Over the past year, this website has published several posts discussing the Dunning-Kruger cognitive bias, and for good reason. The Dunning-Kruger effect is the cognitive bias that naturally comes to mind whenever one thinks of America's tumultuous politics. It especially comes to mind when one considers the rise of the American "Tea Party," notable for producing politicians who are factually clueless but oblivious to this fact. That combination is the essential nature of the Dunning Kruger phenomenon, as described by Wikipedia:

Kruger and Dunning noted earlier studies suggesting that ignorance of standards of performance is behind a great deal of incompetence. This pattern was seen in studies of skills as diverse as reading comprehension, operating a motor vehicle, and playing chess or tennis. Kruger and Dunning proposed that, for a given skill, incompetent people will:

1. tend to overestimate their own level of skill; 2. fail to recognize genuine skill in others; 3. fail to recognize the extremity of their inadequacy; 4. recognize and acknowledge their own previous lack of skill, if they can be trained to substantially improve.

I thought it worthwhile to raise this topic of Dunning-Kruger again tonight, and to further note that in 2005, David Dunning published a book on the Dunning-Kruger effect called Self-Insight: Roadblocks and Detours on the Path to Knowing Thyself. You can read the first chapter of Dunning's book online at this link. Here are a few excerpts: [From page 8]

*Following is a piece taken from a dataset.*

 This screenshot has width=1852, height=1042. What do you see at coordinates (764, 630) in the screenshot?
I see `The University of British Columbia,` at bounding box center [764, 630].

The notions people have about their skills and knowledge are far from perfect indicators of their actual proficiency… Impressions of skill are somehow decoupled from reality-perhaps not completely but tune extent that is surprising.… People who are incompetent are often not in a position to know that they are incompetent. Judgment of self is an intrinsically difficult task, and the incompetent just do not have the tools necessary to meet this difficult challenge, nor should the rest of us expect them to.

[Space 12]

In 1914, Babinski coined the term now used, anosognosia, to describe these cases in which people are physically or neurologically impaired, sometimes grossly, yet fail to recognize the death or even the existence of their impairment… I take the notion osanosognosia and transfer it, by analogy, from the neurological and physical realm to the cognitive and psychological one.

[Page 13]

It is not that people performing poorly fail to recognize their incompetence. Instead, our argument is that people performing poorly cannot be expected to recognize their ineptitude. They are simply not in a position to know that they are doing badly. The ability to recognize the death of their inadequacies is beyond them.… They are doubly cursed: in many areas of life, the skills necessary to produce competent responses to the outside world are also the exact same skills needed to recognize whether one acted competently. . . the skills needed to perform the cognitive task . . . are the same exact ones necessary for metacognitive (judging the response).

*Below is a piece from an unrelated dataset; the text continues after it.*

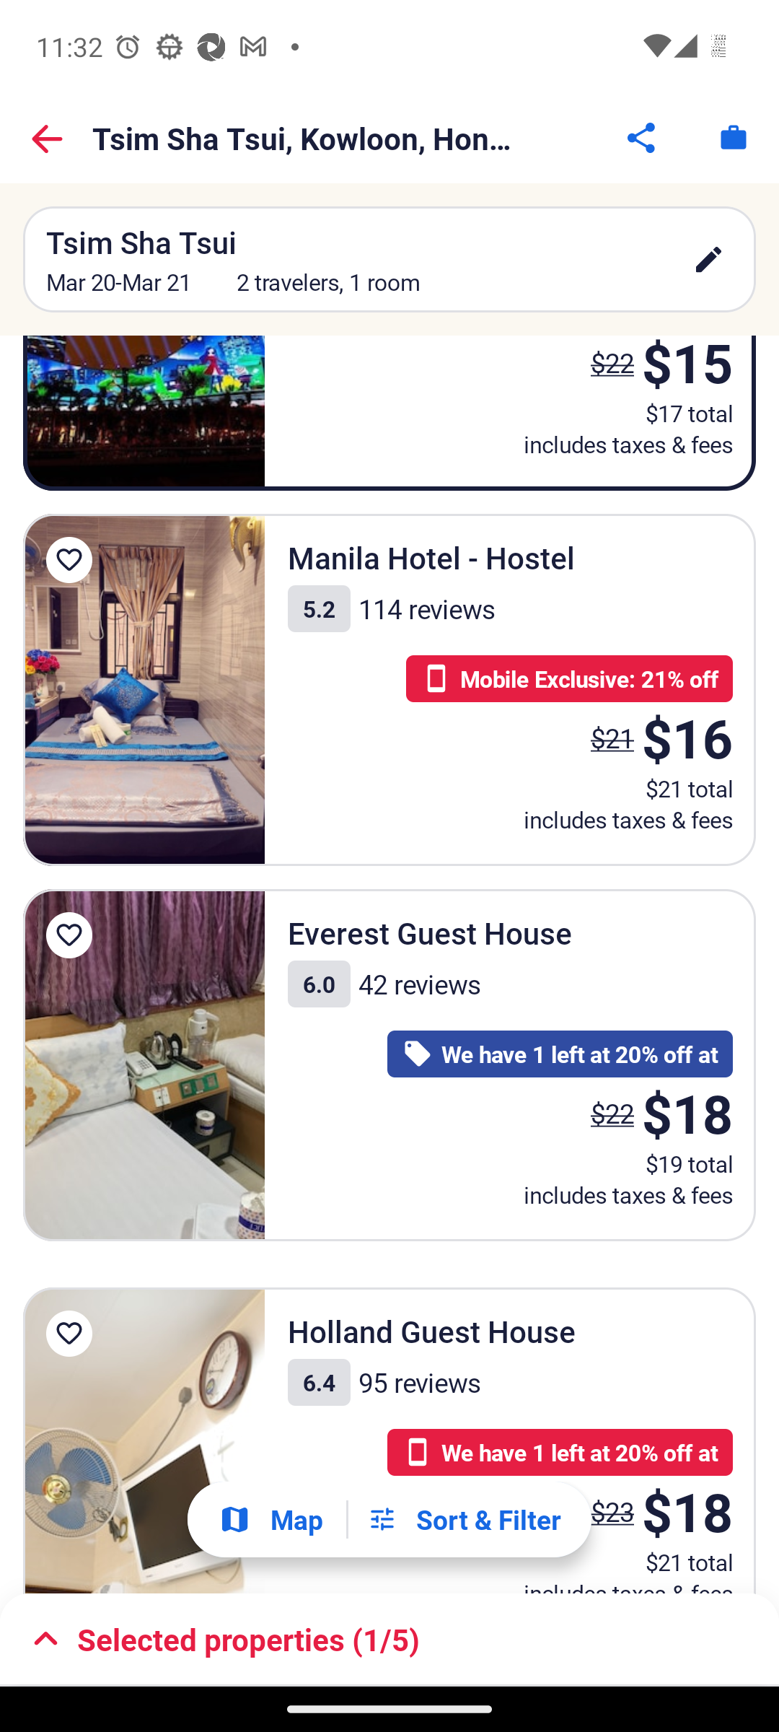 Image resolution: width=779 pixels, height=1732 pixels. What do you see at coordinates (69, 1334) in the screenshot?
I see `Save Holland Guest House to a trip` at bounding box center [69, 1334].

Continue ReadingMore on the Dunning-Kruger cognitive bias

Democracy loses the election

At Truthdig, Amy Goodman mourned the biggest loser during the election day this week: democracy.

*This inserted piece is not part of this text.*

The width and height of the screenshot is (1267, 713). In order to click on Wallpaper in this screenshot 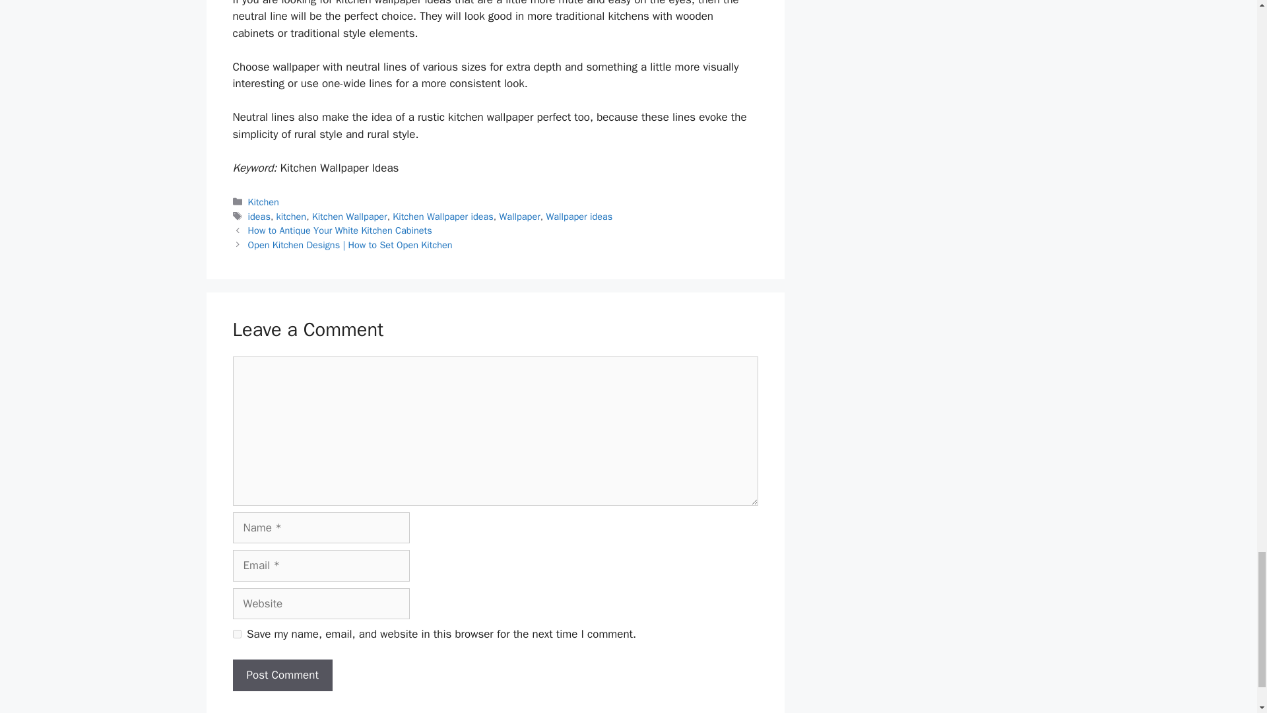, I will do `click(520, 216)`.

As the 2010 elections come to a close, the biggest winner of all remains undeclared: the broadcasters. The biggest loser: democracy. These were the most expensive midterm elections in U.S. history, costing close to $4 billion, $3 billion of which went to advertising. What if ad time were free? We hear no debate about this, because the media corporations are making such a killing by selling campaign ads. Yet the broadcasters are using public airwaves. I am reminded of the 1999 book by media scholar Robert McChesney, “Rich Media, Poor Democracy.” In it, he writes, “Broadcasters have little incentive to cover candidates, because it is in their interest to force them to publicize their campaigns.” . . .
Goodman points out that the airwaves belong to the public, yet they are being used for reaping huge profits that create a financial bar to candidates who merely have good ideas.
The place where we should debate this is in the major media, where most Americans get their news. But the television and radio broadcasters have a profound conflict of interest. Their profits take precedence over our democratic process. You very likely won’t hear this discussed on the Sunday-morning talk shows.